A while back I listed some things about my February 2012 historical, Not Wicked Enough. One of them wasn’t true.

Here’s the list again for your reference. I have highlighted the item that is NOT true:

1. There is treasure in the book, shamelessly based on the recent finding of The Staffordshire Hoard. Lots of glittery gold!
2. There is a flaming pencil.
3. My heroine was a brunette until my publisher sent the cover. Now she’s blond.
4. The heroine offers to give the hero a recipe for coffee made from acorns.
5. There are TWO ladders at windows.
6. Hot sex in a turret.
7. There are puppies. Lots and lots of puppies.
8. The hero is a terrible dresser.
9. The heroine is a Regency Fashionista
10. At one point the exasperated heroine asks the hero if he expects every day to be savaged by wolves. (The hero does not think this is very funny)

That’s right. There are no puppies in the book. Everything else is true.

Coffee Recipe

Here’s the recipe I tried, from the 1815 New Family Receipt Book:

Let one ounce of fresh ground coffee be put into a clean coffee-pot, or other proper vessel well tinned; pour a pint and a quarter of boiling water upon it ; set it on the fire, let it boil thoroughly, and afterwards put by to settle; this should be done on the preceding night, and on the following morning pour off the clear liquor; add to it one pint of new milk ; set it again over the fire but do not let it boil. Sweetened to every person’s taste, coffee thus made is a most wholesome and agreeable breakfast, summer or winter, with toast, bread and butter, rusks, biscuits, &c. This process takes off that raw, acidous, and astringent quality of the coffee, which makes it often disagree with weak stomachs. It should not be drunk too warm.

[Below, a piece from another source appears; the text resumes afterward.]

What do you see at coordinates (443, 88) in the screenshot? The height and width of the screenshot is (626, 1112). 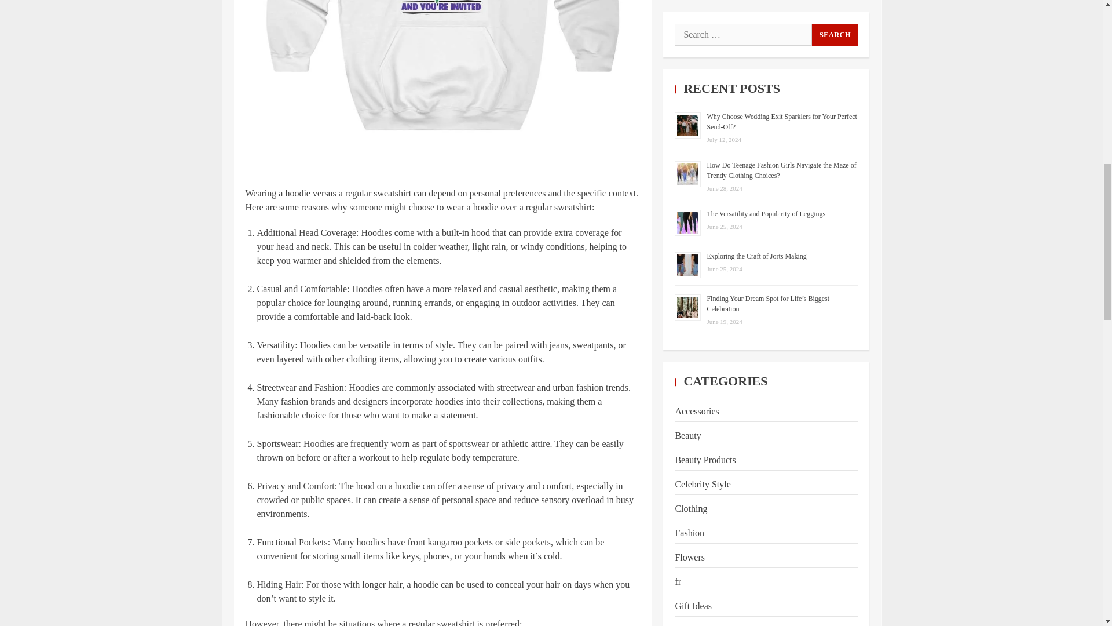 I see `funny hoodies` at bounding box center [443, 88].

A gentleman of the first fortune in the kingdom, after a variety of medical applications in vain, was restored to health by applying to the above beverage morning and afternoon.

Notes

  • I used an aluminum saucepan.
  • I used Peets Espresso Forte, ground slightly less fine than espresso. Because that’s that I had on hand.
  • I weighed the coffee grounds. An ounce is a lot more than I expected.
  • I used our stove rather than build a fire. Sorry.
  • By “clear liquor” is meant, strain the stuff so it’s not full of coffee grounds.
  • We did not have any new milk so I substituted 2%. I bet you could buy some “pretty new” milk from a local dairy. Here in Nor Cal where I live, there are several quite famous dairies.
  • I drank my coffee with butter cookies

IMHO, I think the rich guy was so hyped on caffeine he couldn’t tell he was still sick.

My Assessment

I tested the coffee before I added the milk and I have to confess, my first reaction was GAH!!! This tastes like swill!. But I bravely carried on in the name of science. Once I added the milk and got it heated up, it was pretty good. I did add some brown sugar.

Take away

You could totally do this. Or you could go to Starbucks and get a Venti cafe au lait with a couple extra shots. Your call.